The operation time of SPVATS for primary lung cancer was 132–227 minutes [46]. Our median operation time was 210 minutes (range, 100 to 495 minutes). Over time and with experience, the operation time decreased (correlation coefficient=−0.47, p< 0.01) (Fig. 2).

Fig. 2.

Fig. 2

Relationship between the operation time and the number of cases (correlation coefficient=−0.47, p<0.01).

The safety of the patient is the most important consideration, so particularly in cases of major vessel injury, using additional ports or converting to open thoracotomy should be considered without hesitation. In our study, there was major bleeding due to a pulmonary artery injury in 2 patients. In these cases, SPVATS was converted into open thoracotomy, and this major bleeding was successfully controlled.

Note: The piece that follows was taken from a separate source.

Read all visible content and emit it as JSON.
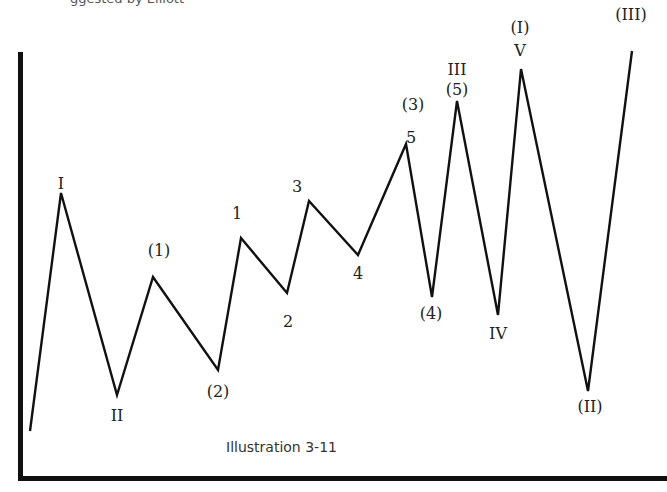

It has been argued that SPVATS for primary lung cancer has disadvantages in terms of safety and oncological efficacy as compared to MPVATS for primary lung cancer. This is similar to the debate between VATS and open thoracotomy that occurred in the initial steps of VATS [14]. In the past 20 years, VATS has become the standard procedure for treating primary lung cancer. If its effectiveness and safety are proven, SPVATS will emerge as a useful option among the various surgical approaches for primary lung cancer.

In conclusion, in our experience, SPVATS for primary lung cancer is safe and feasible in well-selected patients. However, this study has some limitations in that it was a retrospective analysis, and the number of patients considered was very small. A randomized, prospective, and comparative study with a large group of patients and long-term follow-up is necessary to evaluate the clinical feasibility and the advantages of SPVATS for primary lung cancer.

Acknowledgments

This study was supported by a Grant of the Samsung Vein Clinic Network (Daejeon, Anyang, Cheongju, Cheonan; Fund no. KTCS04–070).

Footnotes

Conflict of interest

No potential conflicts of interest relevant to this article are reported.